Now in the year 2026, and particularly in the past two weeks with Mythos by Anthropic, the paradigm has shifted again. That shift is that we need to go back to the fundamentals and truly consider what secure by design means. We have to be deliberate about security, privacy and trust throughout every digital and human interaction.

 

In this new world, how will AI help?

I'll give you the most pragmatic example: I want to buy a pair of shoes, right? I'm going to ask my agent to go search the internet to find the best price, best shipping, best availability for this pair of shoes so I'm not having to manually search 20 websites. AI will be one of the best tools to help us quickly sort through a prolific volume of data and determine that an agent is doing what they're supposed to.

That's one use case. The second use case is automated security operations centers. Envision a world where we can materially scale and improve our human efforts for things like threat hunting and auto-remediation of cyber vulnerabilities.  

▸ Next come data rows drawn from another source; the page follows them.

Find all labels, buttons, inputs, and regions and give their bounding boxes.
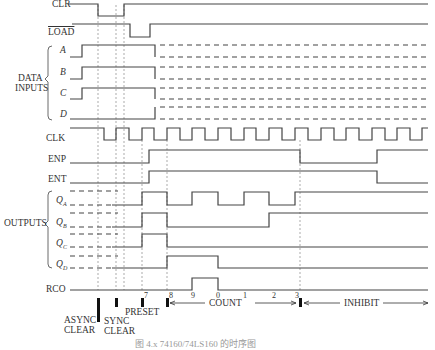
- d-label: D: [60, 110, 67, 120]
- load-waveform: [72, 24, 428, 37]
- clr-label: CLR: [52, 0, 70, 10]
- a-label: A: [60, 46, 66, 56]
- count-8: 8: [169, 292, 173, 300]
- sync-clear-marker: [115, 298, 118, 307]
- inhibit-start-marker: [299, 298, 302, 307]
- rco-label: RCO: [46, 285, 66, 295]
- count-label: COUNT: [209, 299, 242, 309]
- async-clear-label-2: CLEAR: [64, 326, 95, 336]
- ent-label: ENT: [48, 175, 66, 185]
- qc-waveform: [112, 234, 428, 247]
- b-label: B: [60, 68, 66, 78]
- outputs-brace: [45, 191, 52, 268]
- count-7: 7: [144, 292, 148, 300]
- data-inputs-label-2: INPUTS: [15, 84, 48, 94]
- load-label: LOAD: [48, 28, 74, 38]
- count-9: 9: [191, 292, 195, 300]
- outputs-label: OUTPUTS: [4, 219, 47, 229]
- async-clear-marker: [97, 298, 100, 322]
- c-label: C: [60, 89, 66, 99]
- preset-label: PRESET: [125, 308, 159, 318]
- qa-label: QA: [56, 196, 67, 207]
- qb-label: QB: [56, 218, 67, 229]
- qc-label: QC: [56, 239, 67, 250]
- qb-waveform: [112, 213, 428, 227]
- count-3: 3: [295, 292, 299, 300]
- inhibit-label: INHIBIT: [344, 299, 379, 309]
- qd-waveform: [112, 256, 428, 268]
- clr-waveform: [68, 4, 428, 16]
- d-waveform: [70, 107, 155, 119]
- b-waveform: [70, 67, 155, 79]
- c-waveform: [70, 88, 155, 99]
- count-2: 2: [272, 292, 276, 300]
- qd-label: QD: [56, 260, 67, 271]
- a-waveform: [70, 45, 155, 57]
- figure-caption: 图 4.x 74160/74LS160 的时序图: [135, 337, 256, 350]
- clk-label: CLK: [46, 134, 65, 144]
- enp-label: ENP: [48, 155, 66, 165]
- sync-clear-label-2: CLEAR: [104, 327, 135, 337]
- rco-waveform: [70, 278, 428, 290]
- count-1: 1: [243, 292, 247, 300]
- qa-waveform: [112, 192, 428, 205]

The third use case: non-human identities. Everything has an identity in your environment – your computer, your software, data. As an industry, we know how to manage human identities, but we've not done a fantastic job managing non-human identities because of the volume. Think about everything from a healthcare device to an automated mining vehicle in the middle of the desert to an oil rig in the ocean. Those are all connected devices, but they also have decadeslong life cycles. So how are you going to patch, update, etc.? 

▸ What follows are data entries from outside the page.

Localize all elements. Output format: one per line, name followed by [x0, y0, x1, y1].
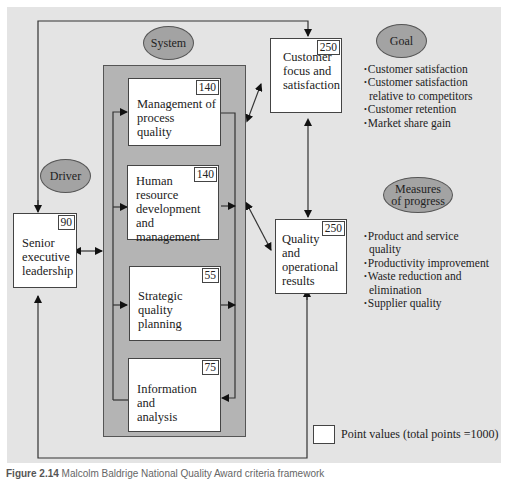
driver-ellipse: Driver [40, 159, 91, 193]
box-label-line: Senior [22, 236, 73, 250]
box-label-line: and [282, 246, 338, 260]
box-label-line: quality [138, 303, 182, 317]
process-quality-box: 140 Management of process quality [128, 78, 221, 146]
caption-label: Figure 2.14 [6, 468, 59, 479]
box-label-line: Information [137, 382, 197, 396]
points-badge: 75 [202, 360, 220, 375]
points-badge: 55 [202, 268, 220, 283]
goal-bullet: Customer satisfactionrelative to competi… [364, 76, 472, 103]
measures-bullet: Product and servicequality [364, 230, 489, 257]
box-label-line: results [282, 274, 338, 288]
box-label-line: Strategic [138, 289, 182, 303]
goal-bullet: Customer retention [364, 103, 472, 116]
system-label: System [151, 37, 186, 49]
goal-bullet: Customer satisfaction [364, 63, 472, 76]
measures-ellipse: Measures of progress [383, 177, 453, 213]
goal-label: Goal [390, 35, 413, 47]
points-badge: 90 [58, 215, 76, 230]
driver-label: Driver [50, 170, 81, 182]
box-label-line: quality [137, 125, 216, 139]
system-ellipse: System [143, 26, 194, 60]
bullet-text: quality [369, 243, 401, 255]
senior-leadership-box: 90 Senior executive leadership [13, 213, 77, 288]
legend-text: Point values (total points =1000) [341, 427, 498, 442]
box-label-line: operational [282, 260, 338, 274]
legend-swatch [313, 425, 335, 444]
measures-bullet-list: Product and servicequality Productivity … [364, 230, 489, 310]
box-label-line: planning [138, 317, 182, 331]
customer-focus-box: 250 Customer focus and satisfaction [270, 38, 342, 113]
box-label-line: Human [136, 174, 218, 188]
box-label-line: leadership [22, 264, 73, 278]
box-label-line: Management of [137, 97, 216, 111]
measures-bullet: Waste reduction andelimination [364, 270, 489, 297]
box-label-line: analysis [137, 410, 197, 424]
bullet-text: relative to competitors [369, 90, 472, 102]
caption-text: Malcolm Baldrige National Quality Award … [62, 468, 325, 479]
measures-label-line2: of progress [391, 195, 445, 207]
goal-bullet: Market share gain [364, 117, 472, 130]
bullet-text: Waste reduction and [368, 270, 462, 282]
figure-caption: Figure 2.14 Malcolm Baldrige National Qu… [6, 468, 324, 479]
human-resource-box: 140 Human resource development and manag… [127, 165, 219, 240]
box-label-line: Customer [283, 50, 340, 64]
box-label-line: Quality [282, 232, 338, 246]
box-label-line: and management [136, 216, 218, 244]
measures-bullet: Productivity improvement [364, 257, 489, 270]
goal-bullet-list: Customer satisfaction Customer satisfact… [364, 63, 472, 130]
box-label-line: and [137, 396, 197, 410]
box-label-line: development [136, 202, 218, 216]
bullet-text: elimination [369, 284, 421, 296]
points-badge: 140 [196, 80, 219, 95]
goal-ellipse: Goal [376, 24, 427, 58]
box-label-line: focus and [283, 64, 340, 78]
box-label-line: executive [22, 250, 73, 264]
bullet-text: Customer satisfaction [368, 76, 468, 88]
bullet-text: Product and service [368, 230, 459, 242]
box-label-line: satisfaction [283, 78, 340, 92]
measures-bullet: Supplier quality [364, 297, 489, 310]
box-label-line: process [137, 111, 216, 125]
information-analysis-box: 75 Information and analysis [128, 358, 221, 432]
strategic-planning-box: 55 Strategic quality planning [129, 266, 221, 341]
box-label-line: resource [136, 188, 218, 202]
quality-results-box: 250 Quality and operational results [275, 219, 347, 294]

AI will be able to determine if those devices are behaving in the manner they're intended to behave much more quickly than any other tooling, and then get to the place where we're automatically patching those devices and determining whether it’s behaving in a malicious manner or if it’s just broken. That’s just one of many positive use cases. 

It's going to be a step change for the bad actors and a step change for the good guys. I believe that even with AI, the good guys are going to stay ahead. 

 

Where do you see ecosystems and partnerships fitting in?

For Mastercard to be successful, whether in cybersecurity, identity or fraud, we have to protect, secure, and nurture a really strong ecosystem.

We have to continue to refine the strategy and think about who the right partners are to help us execute – merchants, banks, technology companies, regulators – because constructive partnerships have to be mutually beneficial.  

Data is deeply important – not just to optimize and deliver our own services, but also to help the ecosystem to do the same. That’s how you create real value.  

I want to push the envelope on what we can do to really propel the industry into the future very quickly and continue to protect the payment ecosystem. I think Mastercard is uniquely positioned to do just that.